The Meno goes back to a former state of existence, in which men did and suffered good and evil, and received the reward or punishment of them until their sin was purged away and they were allowed to return to earth. This is a tradition of the olden time, to which priests and poets bear witness. The souls of men returning to earth bring back a latent memory of ideas, which were known to them in a former state. The recollection is awakened into life and consciousness by the sight of the things which resemble them on earth. The soul evidently possesses such innate ideas before she has had time to acquire them. This is proved by an experiment tried on one of Meno's slaves, from whom Socrates elicits truths of arithmetic and geometry, which he had never learned in this world. He must therefore have brought them with him from another.

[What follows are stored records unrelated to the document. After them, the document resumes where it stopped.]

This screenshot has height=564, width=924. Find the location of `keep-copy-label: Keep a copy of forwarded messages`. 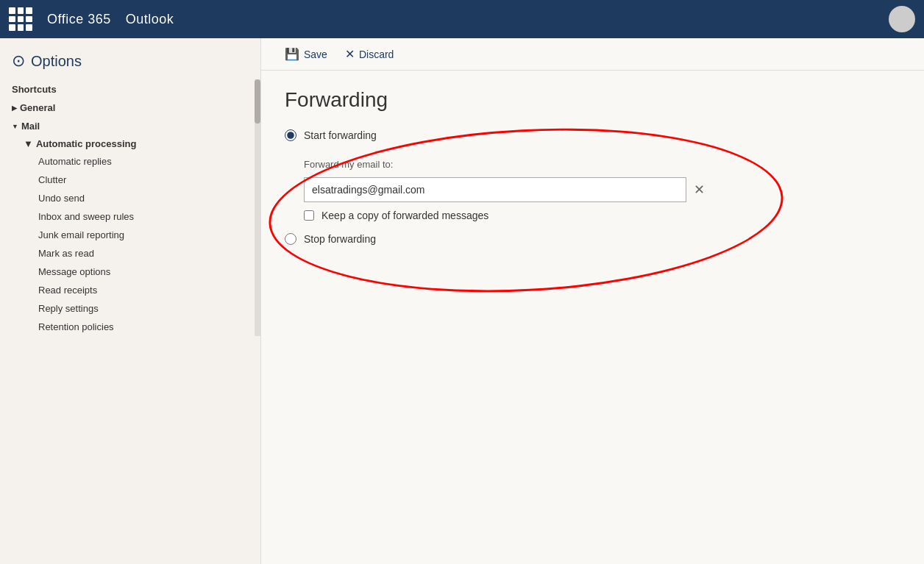

keep-copy-label: Keep a copy of forwarded messages is located at coordinates (405, 215).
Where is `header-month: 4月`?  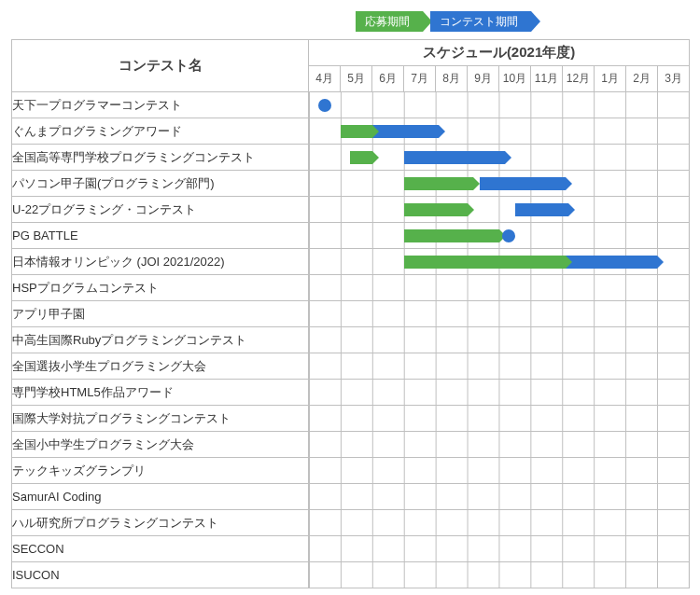
header-month: 4月 is located at coordinates (325, 79).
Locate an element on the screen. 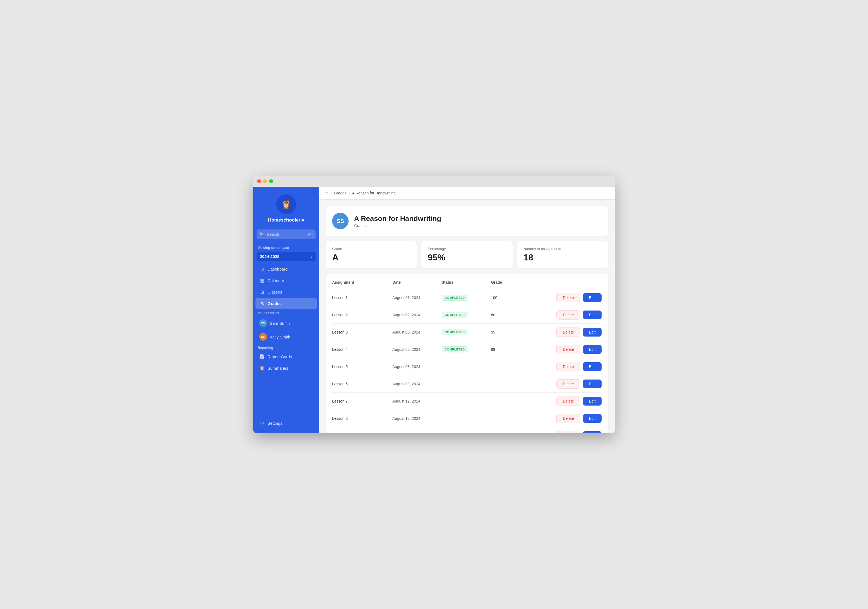 This screenshot has height=609, width=868. sidebar-item-label: Grades is located at coordinates (274, 304).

The notion of a previous state of existence is found in the verses of Empedocles and in the fragments of Heracleitus. It was the natural answer to two questions, 'Whence came the soul? What is the origin of evil?' and prevailed far and wide in the east. It found its way into Hellas probably through the medium of Orphic and Pythagorean rites and mysteries. It was easier to think of a former than of a future life, because such a life has really existed for the race though not for the individual, and all men come into the world, if not 'trailing clouds of glory,' at any rate able to enter into the inheritance of the past. In the Phaedrus, as well as in the Meno, it is this former rather than a future life on which Plato is disposed to dwell. There the Gods, and men following in their train, go forth to contemplate the heavens, and are borne round in the revolutions of them. There they see the divine forms of justice, temperance, and the like, in their unchangeable beauty, but not without an effort more than human. The soul of man is likened to a charioteer and two steeds, one mortal, the other immortal. The charioteer and the mortal steed are in fierce conflict; at length the animal principle is finally overpowered, though not extinguished, by the combined energies of the passionate and rational elements. This is one of those passages in Plato which, partaking both of a philosophical and poetical character, is necessarily indistinct and inconsistent. The magnificent figure under which the nature of the soul is described has not much to do with the popular doctrine of the ideas. Yet there is one little trait in the description which shows that they are present to Plato's mind, namely, the remark that the soul, which had seen truths in the form of the universal, cannot again return to the nature of an animal.